Gov. Mario Cuomo is interviewed at his office at the law firm of Willkie Farr & Gallagher on May 13, 2009. The former governor discussed his role in the Shoreham Nuclear Power Plant decommissioning. Photo Credit: Singer 22

Mario Cuomo, the three-time Democratic governor of New York who turned down several invitations to seek the U.S. presidency, has died at the age of 82.

His death came on the day that his son, Andrew Cuomo, delivered his inaugural address from the 64th floor of the World Trade Center for his own second term as governor. An emailed statement from the governor’s office attributed the elder Cuomo’s death to natural causes due to heart failure.

In his inauguration address on Thursday Andrew Cuomo said he had read his speech to his father the night before.

“He said it was good, especially for a second termer,” the younger Cuomo said. “He couldn’t be here physically today, my father. But my father is in this room. He is in the heart and mind of every person who is here.”

Mario Cuomo was first elected as governor in 1982 and came to national attention two years later when he gave an electrifying keynote address at the Democratic National Convention in San Francisco.

The speech came in the middle of the presidencies of Ronald Reagan, who had likened Americato a “shining city on a hill.”

Cuomo responded by saying, “A shining city is perhaps all the president sees from the portico of the White House and the veranda of his ranch, where everyone seems to be doing well.

“But there’s another city; there’s another part to the shining city; the part where some people can’t pay their mortgages, and most young people can’t afford one; where students can’t afford the education they need, and middle-class parents watch the dreams they hold for their children evaporate.”

His speech defining Republicans as looking out only for the well-off and Democrats as champions of the middle class and the poor propelled Cuomo to the forefront of the party leadership.

After easily winning re-election to a second term as governor, Cuomo was the apparent front-runner for the 1988 Democratic presidential nomination.
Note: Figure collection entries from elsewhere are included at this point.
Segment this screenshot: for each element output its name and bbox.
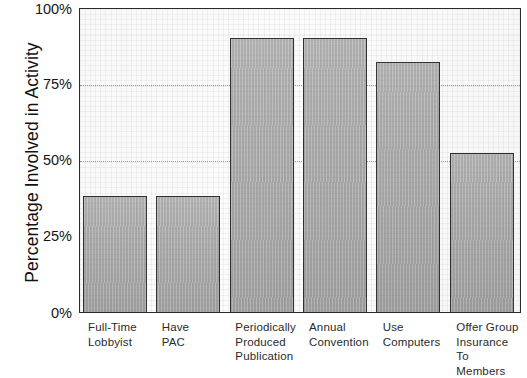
y-tick-label-0: 0% bbox=[20, 305, 72, 321]
bar[interactable] bbox=[156, 196, 220, 313]
bar[interactable] bbox=[83, 196, 147, 313]
x-axis-label-text: Annual Convention bbox=[309, 320, 369, 349]
y-tick-label-50: 50% bbox=[20, 152, 72, 168]
bar-cell bbox=[373, 9, 446, 312]
x-axis-label-cell: Periodically Produced Publication bbox=[226, 320, 300, 359]
bar[interactable] bbox=[303, 38, 367, 314]
bar-series bbox=[80, 9, 520, 312]
bar[interactable] bbox=[376, 62, 440, 313]
bar-cell bbox=[153, 9, 226, 312]
x-axis-label-cell: Use Computers bbox=[374, 320, 448, 359]
bar-cell bbox=[227, 9, 300, 312]
bar-cell bbox=[447, 9, 520, 312]
bar[interactable] bbox=[450, 153, 514, 313]
bar[interactable] bbox=[230, 38, 294, 314]
x-axis-label-cell: Offer Group Insurance To Members bbox=[447, 320, 521, 359]
x-axis-labels: Full-Time LobbyistHave PACPeriodically P… bbox=[79, 320, 521, 359]
plot-area bbox=[79, 8, 521, 313]
x-axis-label-text: Use Computers bbox=[383, 320, 441, 349]
x-axis-label-cell: Full-Time Lobbyist bbox=[79, 320, 153, 359]
x-axis-label-text: Have PAC bbox=[162, 320, 189, 349]
bar-cell bbox=[80, 9, 153, 312]
x-axis-label-text: Offer Group Insurance To Members bbox=[456, 320, 521, 378]
x-axis-label-cell: Annual Convention bbox=[300, 320, 374, 359]
y-tick-label-75: 75% bbox=[20, 76, 72, 92]
x-axis-label-text: Full-Time Lobbyist bbox=[88, 320, 137, 349]
y-axis-ticks: 100% 75% 50% 25% 0% bbox=[14, 0, 72, 359]
y-tick-label-100: 100% bbox=[20, 1, 72, 17]
y-tick-label-25: 25% bbox=[20, 228, 72, 244]
x-axis-label-text: Periodically Produced Publication bbox=[235, 320, 296, 364]
x-axis-label-cell: Have PAC bbox=[153, 320, 227, 359]
bar-cell bbox=[300, 9, 373, 312]
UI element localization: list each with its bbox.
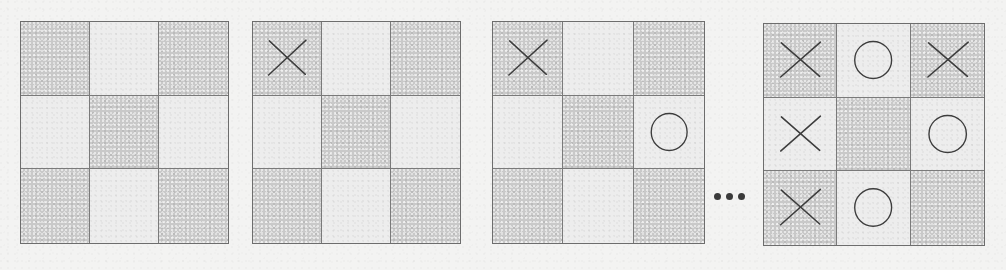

There were reports of a private plane idling on a runway in New York’s capital of Albany to fly him to New Hampshire to file for the nation’s first primary.

But the filing deadline came and went, and Cuomo’s reputation as a reticent Hamlet-like figure began to grow.

A similar scenario came about in 1992 with Cuomo again the focus of Democratic presidential anticipation. But he said state budget problems needed his attention and declined to run again.